In what is sure to rankle the feathers of many conservatives, MSNBC weekend host Melissa Harris-Perry took to her show Sunday to ponder the meaning of Independence Day, highlighting mostly the stains on American history. “It’s ours, all of it,” she said. “The imperialism, the genocide, the slavery, also the liberation and the hope and the deeply American belief that our best days still lie ahead of us.”
“Independence Day is more aspirational than actual,” she began her monologue. “We have longed defined the American Dream with commodities, a home of ones own, better education for the kids, family vacation and a car to the vacation in. And if we measure the dream by acquisitions, we’re in trouble. National unemployment remains above 8 percent. Wages have dropped, and the median net worth of American families plummeted by almost 40 percent.”
Harris-Perry noted that “financial security is important, but it’s only an outward manifestation of the American Dream. Freedom itself is both more elusive and more complicated.” She explained that America’s founding wasn’t about profits and loss but that “our founding is an unlikely narrative of young men, so inspired by an age of ideas that they threw off the yoke of colonialism and founded a free nation — men who were embarrassingly imperfect.”
The imperfections she listed: “The land on which they formed this Union was stolen; the hands with which they built this nation were enslaved; the women who birthed the citizens of the nation are second class.”
“But all of this is our story,” she continued. “Each of us benefits from the residuals of oppression and each of us is harmed by the realities of inequality. This is the imperfect fabric of our nation, at times we’ve torn and stained it, and at other moments, we mend and repair it. But it’s ours, all of it: The imperialism, the genocide, the slavery, also the liberation and the hope and the deeply American belief that our best days still lie ahead of us.”
She continued on to explain that her favorite story for this Fourth of July is one of people who are “not technically free.” She described a group of 27 inmates who recently completed their GEDs at the jail on Rikers Island. “Despite being incarcerated, they hold fast to the optimistic belief that education, hard work and second chances are still the stuff of America. And that they have a right to take part in the dream.”
“So on the Fourth of July,” Harris-Perry concluded, “I’m going to think of the Rikers Island graduates, and I’m going to wave a flag without hesitation — not because I’ve forgotten my nation’s many wrongs, but because I remember them. And I am nonetheless proud of my country, not for its perfection, because the alternative is too grim, the alternative is to give up on the dream of the nation founded in the belief, if not yet the practice that all are created, all deserve freedom, and all have the right to pursue happiness. Now, that is a dream worth celebrating — with fireworks.”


> [ACTIVITY]: All records should be reproduced verbatim.

↓

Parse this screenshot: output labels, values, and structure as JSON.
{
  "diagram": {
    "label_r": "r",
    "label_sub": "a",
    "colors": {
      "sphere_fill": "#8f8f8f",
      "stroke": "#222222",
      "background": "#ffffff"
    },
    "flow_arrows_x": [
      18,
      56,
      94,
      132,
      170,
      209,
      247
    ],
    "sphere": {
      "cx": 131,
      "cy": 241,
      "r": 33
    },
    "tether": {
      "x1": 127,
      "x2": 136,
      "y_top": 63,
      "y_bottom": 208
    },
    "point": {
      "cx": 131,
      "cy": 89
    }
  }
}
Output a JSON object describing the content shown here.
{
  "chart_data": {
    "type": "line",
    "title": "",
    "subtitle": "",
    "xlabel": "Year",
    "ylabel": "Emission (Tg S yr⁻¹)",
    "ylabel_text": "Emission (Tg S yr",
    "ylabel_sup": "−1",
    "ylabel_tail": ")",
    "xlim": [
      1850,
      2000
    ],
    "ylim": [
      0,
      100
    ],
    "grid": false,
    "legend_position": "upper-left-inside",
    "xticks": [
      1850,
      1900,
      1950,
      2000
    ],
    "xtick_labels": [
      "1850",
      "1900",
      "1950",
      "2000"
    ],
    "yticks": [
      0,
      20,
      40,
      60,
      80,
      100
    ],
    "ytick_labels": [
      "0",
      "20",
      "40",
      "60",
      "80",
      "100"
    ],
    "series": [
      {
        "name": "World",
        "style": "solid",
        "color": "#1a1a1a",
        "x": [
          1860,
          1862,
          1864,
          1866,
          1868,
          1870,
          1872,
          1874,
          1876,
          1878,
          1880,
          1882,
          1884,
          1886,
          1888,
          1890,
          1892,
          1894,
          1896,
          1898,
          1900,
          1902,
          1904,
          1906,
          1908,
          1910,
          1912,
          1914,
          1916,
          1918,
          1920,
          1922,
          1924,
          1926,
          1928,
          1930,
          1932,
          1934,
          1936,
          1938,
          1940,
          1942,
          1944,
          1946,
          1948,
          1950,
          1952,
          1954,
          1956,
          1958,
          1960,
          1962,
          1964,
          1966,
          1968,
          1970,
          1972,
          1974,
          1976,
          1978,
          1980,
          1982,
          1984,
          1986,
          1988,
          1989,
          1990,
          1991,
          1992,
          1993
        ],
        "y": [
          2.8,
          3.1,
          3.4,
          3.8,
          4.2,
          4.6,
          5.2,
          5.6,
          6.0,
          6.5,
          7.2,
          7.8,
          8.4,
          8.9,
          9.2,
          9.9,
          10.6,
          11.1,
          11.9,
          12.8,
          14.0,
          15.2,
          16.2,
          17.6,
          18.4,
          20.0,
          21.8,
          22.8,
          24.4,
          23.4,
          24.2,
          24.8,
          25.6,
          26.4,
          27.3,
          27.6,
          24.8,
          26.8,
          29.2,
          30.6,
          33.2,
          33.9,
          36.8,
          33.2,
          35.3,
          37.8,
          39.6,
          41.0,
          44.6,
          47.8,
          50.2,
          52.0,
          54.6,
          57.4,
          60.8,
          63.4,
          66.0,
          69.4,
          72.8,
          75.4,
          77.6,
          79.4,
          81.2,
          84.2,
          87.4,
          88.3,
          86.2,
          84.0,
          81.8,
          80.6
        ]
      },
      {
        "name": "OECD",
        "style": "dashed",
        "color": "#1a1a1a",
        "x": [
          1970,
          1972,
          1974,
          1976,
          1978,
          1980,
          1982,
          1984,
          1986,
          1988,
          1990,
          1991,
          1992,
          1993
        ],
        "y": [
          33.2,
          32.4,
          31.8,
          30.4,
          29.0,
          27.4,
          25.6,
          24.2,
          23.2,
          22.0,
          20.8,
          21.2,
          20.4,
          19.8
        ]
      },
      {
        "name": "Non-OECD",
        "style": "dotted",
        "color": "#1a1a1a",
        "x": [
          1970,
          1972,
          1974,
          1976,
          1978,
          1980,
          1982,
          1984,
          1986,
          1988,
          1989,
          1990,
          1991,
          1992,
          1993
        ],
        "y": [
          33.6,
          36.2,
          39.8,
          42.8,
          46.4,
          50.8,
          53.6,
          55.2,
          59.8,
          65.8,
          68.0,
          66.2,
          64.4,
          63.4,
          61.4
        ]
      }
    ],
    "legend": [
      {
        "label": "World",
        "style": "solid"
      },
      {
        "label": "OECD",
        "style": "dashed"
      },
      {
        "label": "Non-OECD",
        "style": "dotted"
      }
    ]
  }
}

↑

> [EXERCISE ANSWER]:
Parse this screenshot: output labels, values, and structure as JSON.
{
  "diagram": {
    "label_r": "r",
    "label_sub": "a",
    "colors": {
      "sphere_fill": "#8f8f8f",
      "stroke": "#222222",
      "background": "#ffffff"
    },
    "flow_arrows_x": [
      18,
      56,
      94,
      132,
      170,
      209,
      247
    ],
    "sphere": {
      "cx": 131,
      "cy": 241,
      "r": 33
    },
    "tether": {
      "x1": 127,
      "x2": 136,
      "y_top": 63,
      "y_bottom": 208
    },
    "point": {
      "cx": 131,
      "cy": 89
    }
  }
}
Output a JSON object describing the content shown here.
{
  "chart_data": {
    "type": "line",
    "title": "",
    "subtitle": "",
    "xlabel": "Year",
    "ylabel": "Emission (Tg S yr⁻¹)",
    "ylabel_text": "Emission (Tg S yr",
    "ylabel_sup": "−1",
    "ylabel_tail": ")",
    "xlim": [
      1850,
      2000
    ],
    "ylim": [
      0,
      100
    ],
    "grid": false,
    "legend_position": "upper-left-inside",
    "xticks": [
      1850,
      1900,
      1950,
      2000
    ],
    "xtick_labels": [
      "1850",
      "1900",
      "1950",
      "2000"
    ],
    "yticks": [
      0,
      20,
      40,
      60,
      80,
      100
    ],
    "ytick_labels": [
      "0",
      "20",
      "40",
      "60",
      "80",
      "100"
    ],
    "series": [
      {
        "name": "World",
        "style": "solid",
        "color": "#1a1a1a",
        "x": [
          1860,
          1862,
          1864,
          1866,
          1868,
          1870,
          1872,
          1874,
          1876,
          1878,
          1880,
          1882,
          1884,
          1886,
          1888,
          1890,
          1892,
          1894,
          1896,
          1898,
          1900,
          1902,
          1904,
          1906,
          1908,
          1910,
          1912,
          1914,
          1916,
          1918,
          1920,
          1922,
          1924,
          1926,
          1928,
          1930,
          1932,
          1934,
          1936,
          1938,
          1940,
          1942,
          1944,
          1946,
          1948,
          1950,
          1952,
          1954,
          1956,
          1958,
          1960,
          1962,
          1964,
          1966,
          1968,
          1970,
          1972,
          1974,
          1976,
          1978,
          1980,
          1982,
          1984,
          1986,
          1988,
          1989,
          1990,
          1991,
          1992,
          1993
        ],
        "y": [
          2.8,
          3.1,
          3.4,
          3.8,
          4.2,
          4.6,
          5.2,
          5.6,
          6.0,
          6.5,
          7.2,
          7.8,
          8.4,
          8.9,
          9.2,
          9.9,
          10.6,
          11.1,
          11.9,
          12.8,
          14.0,
          15.2,
          16.2,
          17.6,
          18.4,
          20.0,
          21.8,
          22.8,
          24.4,
          23.4,
          24.2,
          24.8,
          25.6,
          26.4,
          27.3,
          27.6,
          24.8,
          26.8,
          29.2,
          30.6,
          33.2,
          33.9,
          36.8,
          33.2,
          35.3,
          37.8,
          39.6,
          41.0,
          44.6,
          47.8,
          50.2,
          52.0,
          54.6,
          57.4,
          60.8,
          63.4,
          66.0,
          69.4,
          72.8,
          75.4,
          77.6,
          79.4,
          81.2,
          84.2,
          87.4,
          88.3,
          86.2,
          84.0,
          81.8,
          80.6
        ]
      },
      {
        "name": "OECD",
        "style": "dashed",
        "color": "#1a1a1a",
        "x": [
          1970,
          1972,
          1974,
          1976,
          1978,
          1980,
          1982,
          1984,
          1986,
          1988,
          1990,
          1991,
          1992,
          1993
        ],
        "y": [
          33.2,
          32.4,
          31.8,
          30.4,
          29.0,
          27.4,
          25.6,
          24.2,
          23.2,
          22.0,
          20.8,
          21.2,
          20.4,
          19.8
        ]
      },
      {
        "name": "Non-OECD",
        "style": "dotted",
        "color": "#1a1a1a",
        "x": [
          1970,
          1972,
          1974,
          1976,
          1978,
          1980,
          1982,
          1984,
          1986,
          1988,
          1989,
          1990,
          1991,
          1992,
          1993
        ],
        "y": [
          33.6,
          36.2,
          39.8,
          42.8,
          46.4,
          50.8,
          53.6,
          55.2,
          59.8,
          65.8,
          68.0,
          66.2,
          64.4,
          63.4,
          61.4
        ]
      }
    ],
    "legend": [
      {
        "label": "World",
        "style": "solid"
      },
      {
        "label": "OECD",
        "style": "dashed"
      },
      {
        "label": "Non-OECD",
        "style": "dotted"
      }
    ]
  }
}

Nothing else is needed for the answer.